Social Movement Organization Leaders and the Creation of Markets for “Local” Goods
基于对本地主义运动的访谈研究,揭示了社会运动组织领导者如何通过双重角色(组织合法化与运动合法化)推动本地商品市场的创建,并分析了不同策略对消费者行为、生产者技能及交换性质的影响。
Research illustrates that social movements can fuel new markets and that these markets can create social change, but the role of leaders in this process is less understood. This exploratory interview-based study of the localism movement contributes to such understanding. It articulates the relationship of social movement leaders and the legitimacy of their organizations to new market creation. Specifically, leaders in this study engaged in a dual role to legitimize their organizations and to legitimize the movement. At an organizational level, leaders chose strategies that conformed to a conventional organizational model of the social movement organization (SMO) as a business network, much like a local chamber of commerce.
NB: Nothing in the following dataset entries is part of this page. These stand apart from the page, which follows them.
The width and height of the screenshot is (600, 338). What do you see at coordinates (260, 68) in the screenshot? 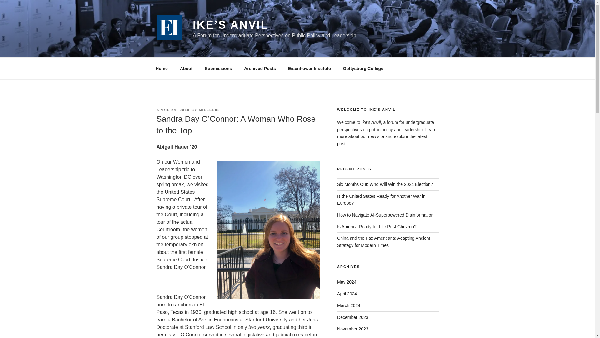
I see `Archived Posts` at bounding box center [260, 68].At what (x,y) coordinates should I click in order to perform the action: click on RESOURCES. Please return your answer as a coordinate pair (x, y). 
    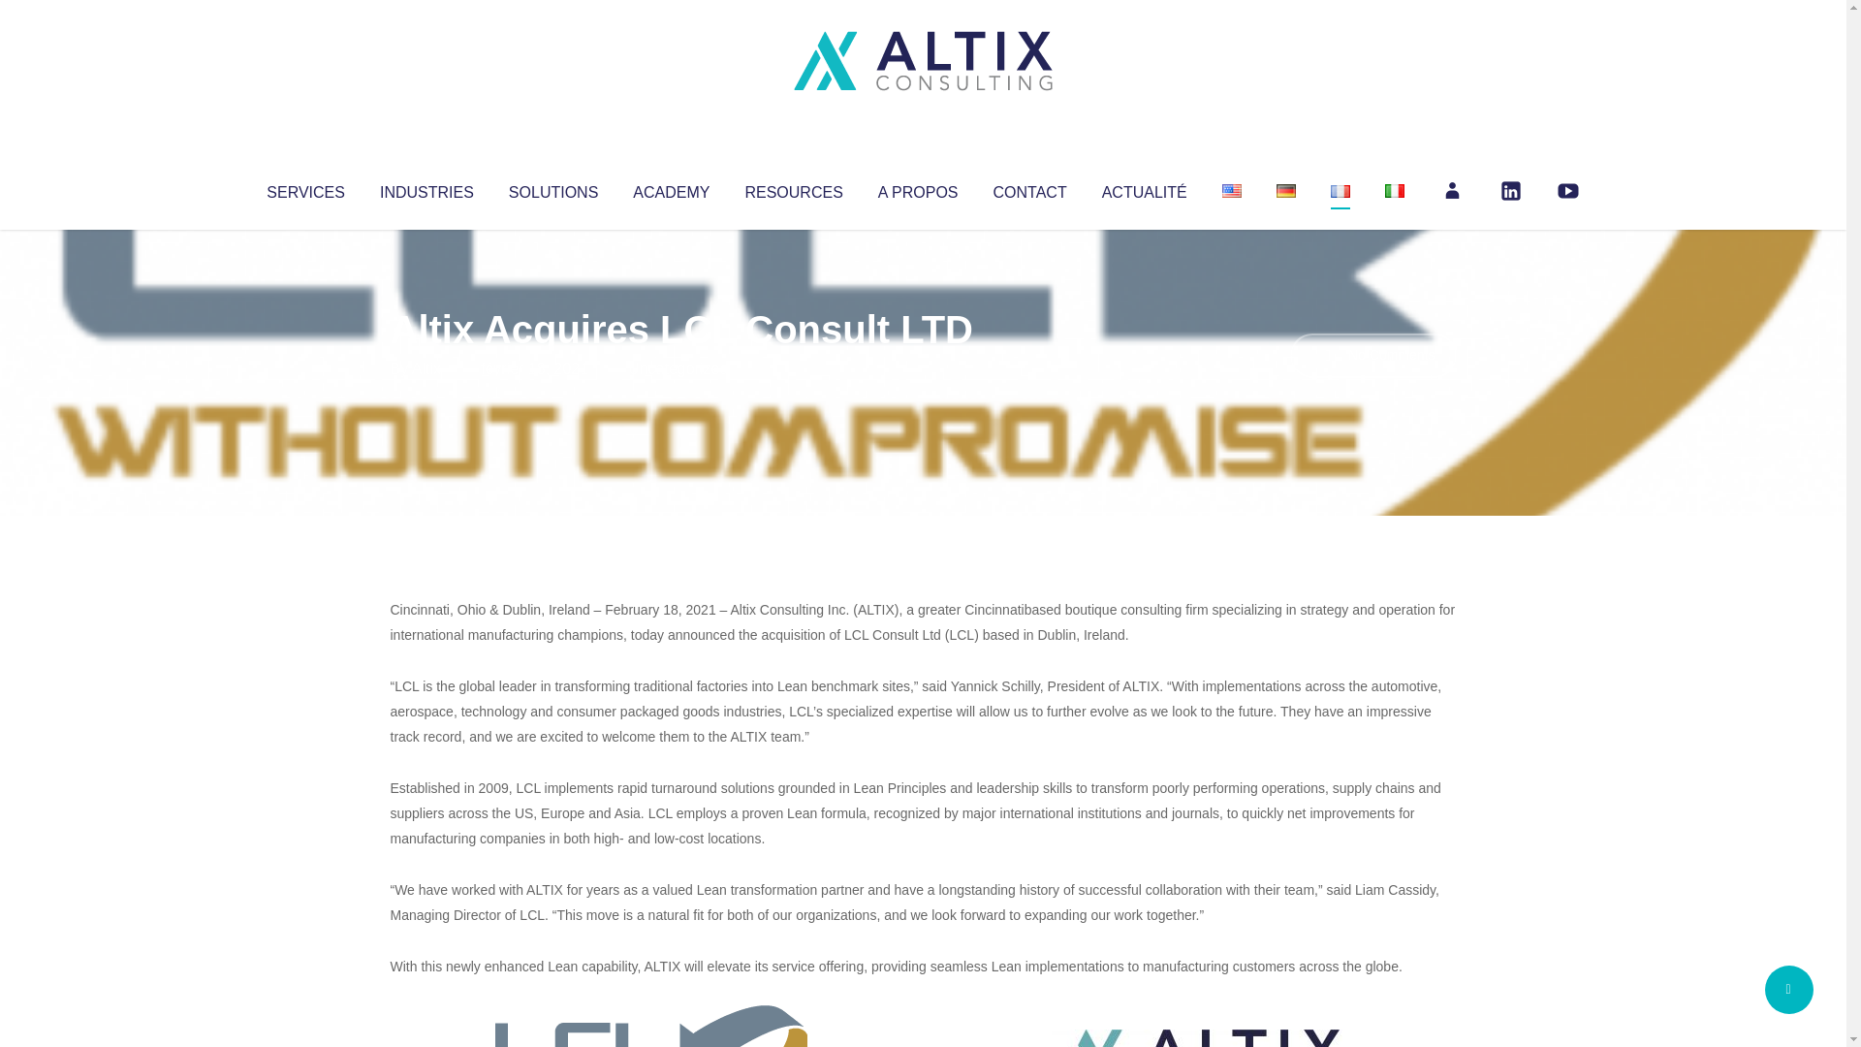
    Looking at the image, I should click on (793, 188).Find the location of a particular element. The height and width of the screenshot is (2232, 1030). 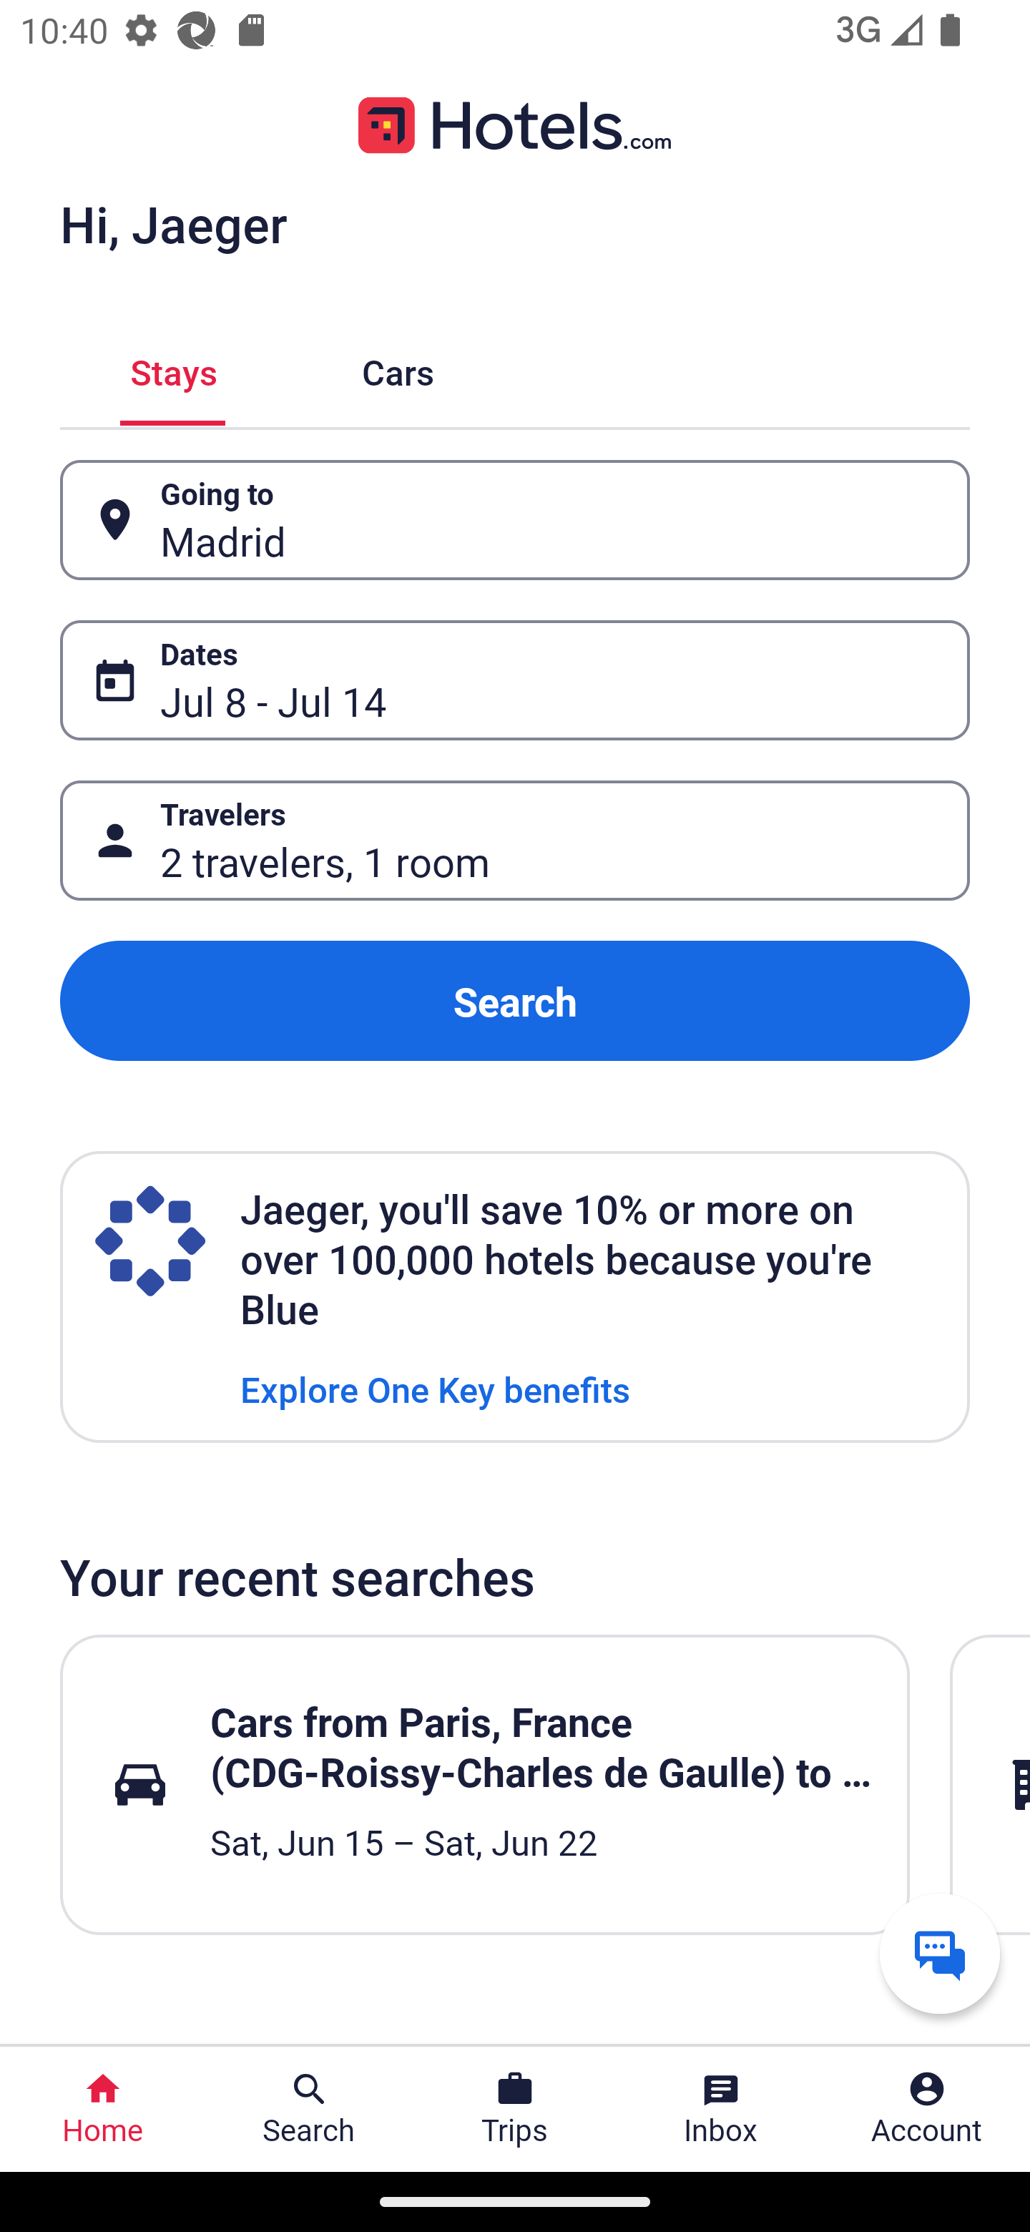

Trips Trips Button is located at coordinates (515, 2109). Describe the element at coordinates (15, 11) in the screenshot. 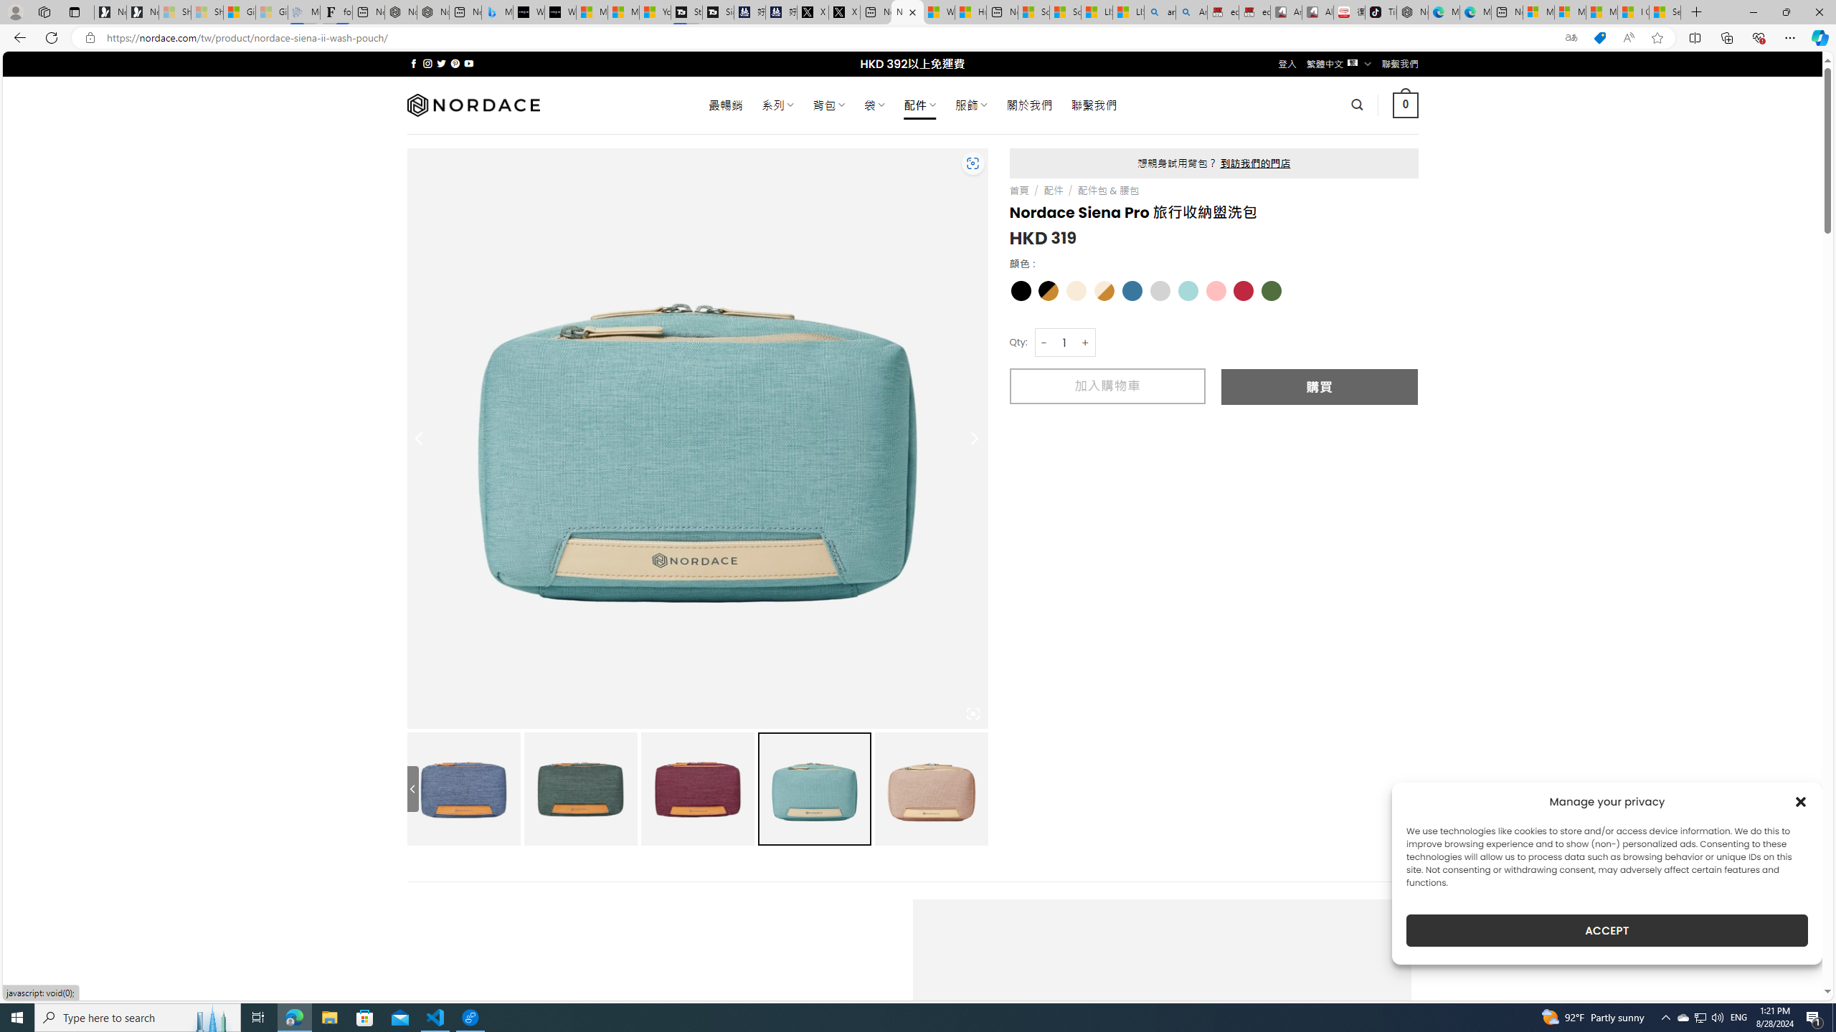

I see `Personal Profile` at that location.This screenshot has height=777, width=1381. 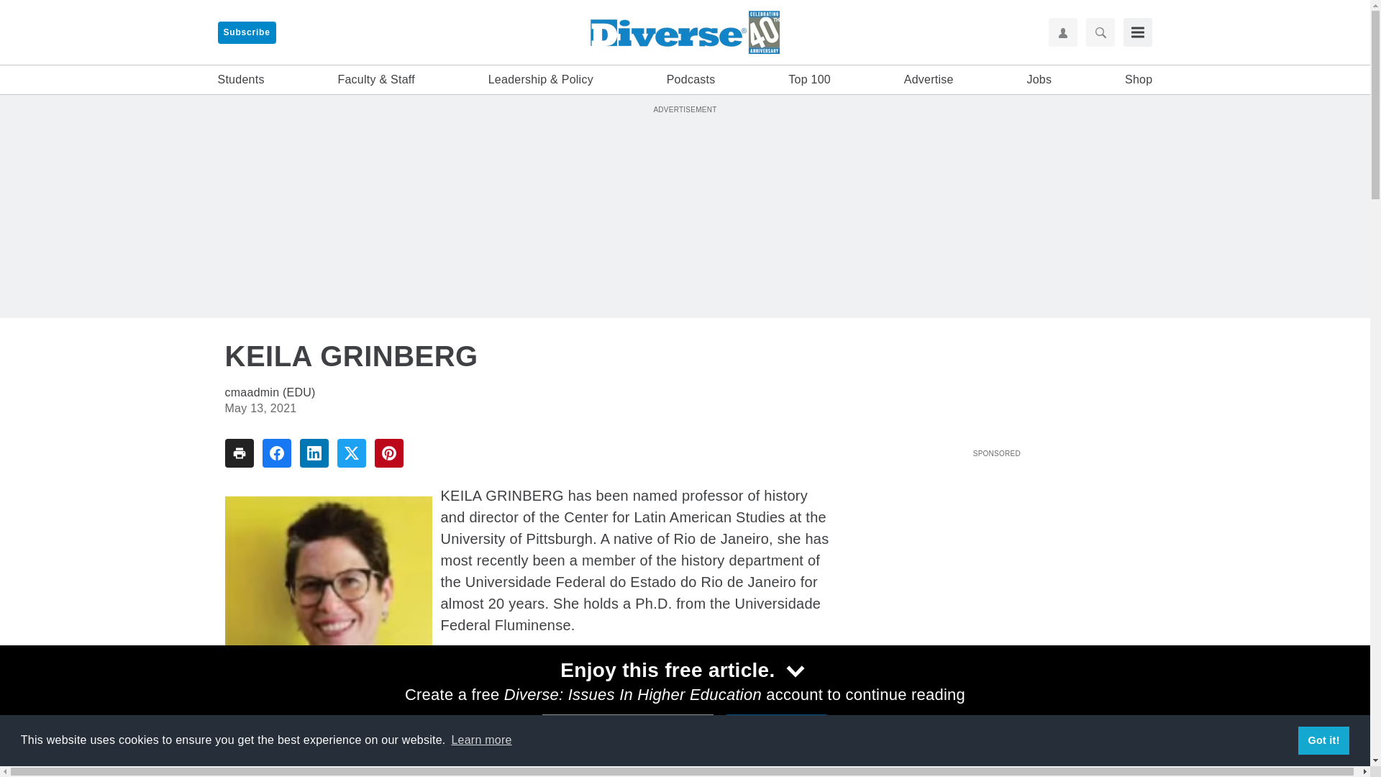 What do you see at coordinates (481, 740) in the screenshot?
I see `Learn more` at bounding box center [481, 740].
At a movement level, the SMO’s level of legitimacy influenced the leader’s choice of strategies to grow a “local” market. These strategies aimed, primarily, to shape consumer purchase behavior and, secondarily, to foster the development of producers’ skills, and only in a tertiary way, to alter the nature of exchange. Finally, this study’s findings suggest a tension between the dual roles that may ultimately challenge the efficacy of the movement.